Data records

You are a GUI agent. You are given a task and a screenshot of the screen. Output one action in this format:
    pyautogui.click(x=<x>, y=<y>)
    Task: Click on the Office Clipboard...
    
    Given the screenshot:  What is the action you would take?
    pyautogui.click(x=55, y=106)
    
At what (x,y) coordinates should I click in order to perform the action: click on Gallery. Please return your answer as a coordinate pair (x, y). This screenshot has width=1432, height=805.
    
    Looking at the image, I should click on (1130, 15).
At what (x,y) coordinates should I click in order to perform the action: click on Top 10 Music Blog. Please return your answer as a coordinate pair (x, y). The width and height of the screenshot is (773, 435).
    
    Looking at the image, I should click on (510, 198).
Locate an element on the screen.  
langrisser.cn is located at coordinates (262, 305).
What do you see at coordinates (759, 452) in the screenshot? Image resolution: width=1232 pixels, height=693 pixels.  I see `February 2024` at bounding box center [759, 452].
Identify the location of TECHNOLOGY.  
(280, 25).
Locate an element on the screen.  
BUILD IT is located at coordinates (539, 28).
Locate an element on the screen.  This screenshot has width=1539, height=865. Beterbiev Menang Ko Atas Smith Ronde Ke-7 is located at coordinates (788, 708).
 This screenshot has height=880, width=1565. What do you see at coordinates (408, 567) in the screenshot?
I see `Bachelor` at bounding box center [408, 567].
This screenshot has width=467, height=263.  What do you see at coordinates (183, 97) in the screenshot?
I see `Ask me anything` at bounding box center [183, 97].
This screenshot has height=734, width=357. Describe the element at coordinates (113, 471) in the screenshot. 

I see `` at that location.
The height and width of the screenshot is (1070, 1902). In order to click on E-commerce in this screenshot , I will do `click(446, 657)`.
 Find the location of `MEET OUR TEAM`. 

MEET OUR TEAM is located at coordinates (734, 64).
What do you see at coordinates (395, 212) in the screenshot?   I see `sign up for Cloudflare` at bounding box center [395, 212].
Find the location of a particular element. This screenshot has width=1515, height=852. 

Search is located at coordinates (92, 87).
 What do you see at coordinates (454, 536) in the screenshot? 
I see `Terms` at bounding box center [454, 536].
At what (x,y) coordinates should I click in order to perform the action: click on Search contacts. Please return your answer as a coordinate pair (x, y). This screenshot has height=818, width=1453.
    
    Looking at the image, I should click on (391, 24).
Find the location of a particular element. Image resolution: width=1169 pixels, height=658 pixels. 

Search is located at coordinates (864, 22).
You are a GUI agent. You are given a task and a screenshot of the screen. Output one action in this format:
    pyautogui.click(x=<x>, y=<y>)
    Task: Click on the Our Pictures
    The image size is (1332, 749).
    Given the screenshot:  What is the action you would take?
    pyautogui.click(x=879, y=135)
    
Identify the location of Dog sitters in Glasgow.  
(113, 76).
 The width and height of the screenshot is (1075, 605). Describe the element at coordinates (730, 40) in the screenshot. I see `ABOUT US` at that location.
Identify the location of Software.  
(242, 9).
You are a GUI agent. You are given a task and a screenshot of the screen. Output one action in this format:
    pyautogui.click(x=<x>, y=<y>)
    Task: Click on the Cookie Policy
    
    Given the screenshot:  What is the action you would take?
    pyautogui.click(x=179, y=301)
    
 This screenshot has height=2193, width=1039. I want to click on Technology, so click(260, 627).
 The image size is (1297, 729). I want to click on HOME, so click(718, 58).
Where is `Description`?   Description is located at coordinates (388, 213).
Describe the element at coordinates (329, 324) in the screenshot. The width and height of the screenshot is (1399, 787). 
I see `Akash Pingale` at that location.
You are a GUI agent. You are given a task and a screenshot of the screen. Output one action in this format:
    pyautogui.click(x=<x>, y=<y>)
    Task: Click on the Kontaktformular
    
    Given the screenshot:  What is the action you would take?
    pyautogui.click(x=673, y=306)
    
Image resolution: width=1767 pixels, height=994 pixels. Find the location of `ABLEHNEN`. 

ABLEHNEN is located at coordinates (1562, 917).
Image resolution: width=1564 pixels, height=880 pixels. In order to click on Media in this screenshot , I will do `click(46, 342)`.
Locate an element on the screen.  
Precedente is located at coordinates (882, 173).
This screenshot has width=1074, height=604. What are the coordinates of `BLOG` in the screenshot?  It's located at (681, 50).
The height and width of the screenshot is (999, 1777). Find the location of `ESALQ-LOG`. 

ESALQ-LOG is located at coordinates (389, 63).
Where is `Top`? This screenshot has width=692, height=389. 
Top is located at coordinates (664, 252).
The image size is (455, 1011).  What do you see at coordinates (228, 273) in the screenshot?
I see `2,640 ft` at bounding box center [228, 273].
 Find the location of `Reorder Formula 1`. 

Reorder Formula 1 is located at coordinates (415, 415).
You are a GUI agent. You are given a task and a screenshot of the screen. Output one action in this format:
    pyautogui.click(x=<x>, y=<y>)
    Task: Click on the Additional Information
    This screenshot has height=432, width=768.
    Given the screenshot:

TRY IT – An acceptable answer repeats every entry exactly, with nothing omitted.

PROBLEM SOLUTION –
You are a GUI agent. You are given a task and a screenshot of the screen. Output one action in this format:
    pyautogui.click(x=<x>, y=<y>)
    Task: Click on the Office Clipboard...
    
    Given the screenshot:  What is the action you would take?
    pyautogui.click(x=55, y=106)
    
At what (x,y) coordinates should I click in order to perform the action: click on Gallery. Please return your answer as a coordinate pair (x, y). This screenshot has width=1432, height=805.
    
    Looking at the image, I should click on (1130, 15).
At what (x,y) coordinates should I click in order to perform the action: click on Top 10 Music Blog. Please return your answer as a coordinate pair (x, y). The width and height of the screenshot is (773, 435).
    
    Looking at the image, I should click on (510, 198).
Locate an element on the screen.  
langrisser.cn is located at coordinates (262, 305).
What do you see at coordinates (759, 452) in the screenshot? Image resolution: width=1232 pixels, height=693 pixels.  I see `February 2024` at bounding box center [759, 452].
Identify the location of TECHNOLOGY.  
(280, 25).
Locate an element on the screen.  
BUILD IT is located at coordinates (539, 28).
Locate an element on the screen.  This screenshot has width=1539, height=865. Beterbiev Menang Ko Atas Smith Ronde Ke-7 is located at coordinates (788, 708).
 This screenshot has height=880, width=1565. What do you see at coordinates (408, 567) in the screenshot?
I see `Bachelor` at bounding box center [408, 567].
This screenshot has width=467, height=263.  What do you see at coordinates (183, 97) in the screenshot?
I see `Ask me anything` at bounding box center [183, 97].
This screenshot has height=734, width=357. Describe the element at coordinates (113, 471) in the screenshot. 

I see `` at that location.
The height and width of the screenshot is (1070, 1902). In order to click on E-commerce in this screenshot , I will do `click(446, 657)`.
 Find the location of `MEET OUR TEAM`. 

MEET OUR TEAM is located at coordinates (734, 64).
What do you see at coordinates (395, 212) in the screenshot?   I see `sign up for Cloudflare` at bounding box center [395, 212].
Find the location of a particular element. This screenshot has width=1515, height=852. 

Search is located at coordinates (92, 87).
 What do you see at coordinates (454, 536) in the screenshot? 
I see `Terms` at bounding box center [454, 536].
At what (x,y) coordinates should I click in order to perform the action: click on Search contacts. Please return your answer as a coordinate pair (x, y). This screenshot has height=818, width=1453.
    
    Looking at the image, I should click on (391, 24).
Find the location of a particular element. Image resolution: width=1169 pixels, height=658 pixels. 

Search is located at coordinates (864, 22).
You are a GUI agent. You are given a task and a screenshot of the screen. Output one action in this format:
    pyautogui.click(x=<x>, y=<y>)
    Task: Click on the Our Pictures
    The image size is (1332, 749).
    Given the screenshot:  What is the action you would take?
    pyautogui.click(x=879, y=135)
    
Identify the location of Dog sitters in Glasgow.  
(113, 76).
 The width and height of the screenshot is (1075, 605). Describe the element at coordinates (730, 40) in the screenshot. I see `ABOUT US` at that location.
Identify the location of Software.  
(242, 9).
You are a GUI agent. You are given a task and a screenshot of the screen. Output one action in this format:
    pyautogui.click(x=<x>, y=<y>)
    Task: Click on the Cookie Policy
    
    Given the screenshot:  What is the action you would take?
    pyautogui.click(x=179, y=301)
    
 This screenshot has height=2193, width=1039. I want to click on Technology, so click(260, 627).
 The image size is (1297, 729). I want to click on HOME, so click(718, 58).
Where is `Description`?   Description is located at coordinates (388, 213).
Describe the element at coordinates (329, 324) in the screenshot. The width and height of the screenshot is (1399, 787). 
I see `Akash Pingale` at that location.
You are a GUI agent. You are given a task and a screenshot of the screen. Output one action in this format:
    pyautogui.click(x=<x>, y=<y>)
    Task: Click on the Kontaktformular
    
    Given the screenshot:  What is the action you would take?
    pyautogui.click(x=673, y=306)
    
Image resolution: width=1767 pixels, height=994 pixels. Find the location of `ABLEHNEN`. 

ABLEHNEN is located at coordinates (1562, 917).
Image resolution: width=1564 pixels, height=880 pixels. In order to click on Media in this screenshot , I will do `click(46, 342)`.
Locate an element on the screen.  
Precedente is located at coordinates (882, 173).
This screenshot has width=1074, height=604. What are the coordinates of `BLOG` in the screenshot?  It's located at (681, 50).
The height and width of the screenshot is (999, 1777). Find the location of `ESALQ-LOG`. 

ESALQ-LOG is located at coordinates (389, 63).
Where is `Top`? This screenshot has width=692, height=389. 
Top is located at coordinates (664, 252).
The image size is (455, 1011).  What do you see at coordinates (228, 273) in the screenshot?
I see `2,640 ft` at bounding box center [228, 273].
 Find the location of `Reorder Formula 1`. 

Reorder Formula 1 is located at coordinates (415, 415).
You are a GUI agent. You are given a task and a screenshot of the screen. Output one action in this format:
    pyautogui.click(x=<x>, y=<y>)
    Task: Click on the Additional Information
    This screenshot has height=432, width=768.
    Given the screenshot:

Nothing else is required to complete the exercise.